A group of GOP senators — including Sen. Chuck Grassley (R-Iowa), the chairman of the Judiciary Committee, and Sen. John Cornyn (R-Texas), McConnell’s top deputy — are expected to introduce legislation on Monday that mirrors Trump’s framework.
That includes a path to citizenship for roughly 1.8 million immigrants brought into the country illegally as children in exchange for $25 billion in border security and changes to legal immigration.
But the plan is unlikely to get the 60 votes needed in the Senate with Democrats largely opposed to the measure and a small band of Republicans wary of the cuts to legal immigration.
The Senate is turning to a potentially weeks-long fight over immigration on Monday, with lawmakers expected to take up an unrelated House-passed bill being used as the vehicle for the chamber’s floor fight.
McConnell has pledged that the debate will be “fair” to both sides. He is using a nonimmigration bill as the Senate’s starting point.

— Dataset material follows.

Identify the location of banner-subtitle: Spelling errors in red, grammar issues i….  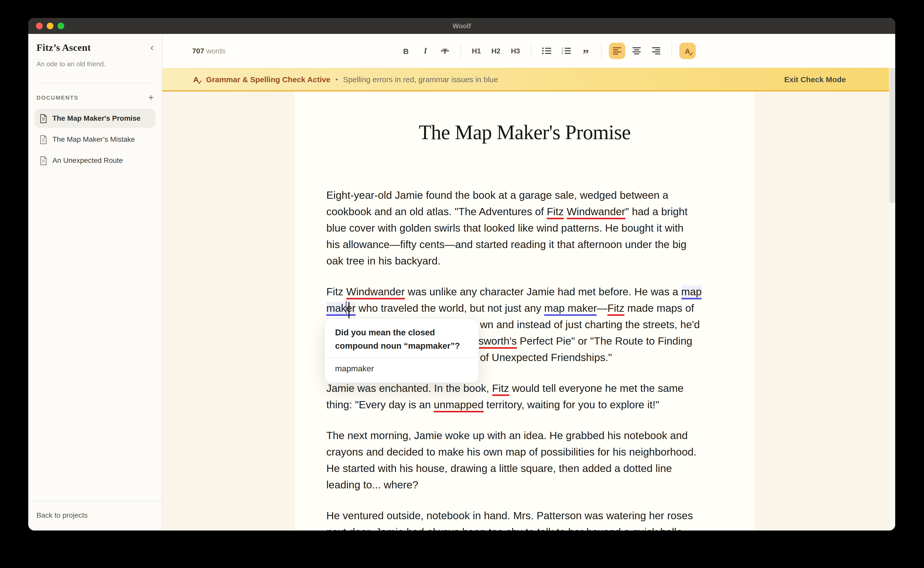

“Now is the time to back up the talk with the hard work of finding a workable solution. That means finding an agreement that can pass the Senate, pass the House, and which the president will sign. Not just making a point. … The time for political posturing is behind us,” he said Monday.
But how the Senate’s debate ends is anybody’s guess as lawmakers continue to hunt for a plan that can get 60 votes.
As a fail-safe, multiple senators are working on a back-up plan that would pair a temporary extension of the Deferred Action for Childhood Arrivals (DACA) program with border security.
Trump kicked the immigration fight to Congress last year with his decision to end the DACA program, which allows certain immigrants brought into the country illegally as children to work and go to school without fear of deportation.
Though a court decision has thrown a hurdle in the timeline, the administration’s decision originally gave lawmakers until March 5 to find a deal or risk the deportation of roughly 700,000 immigrants.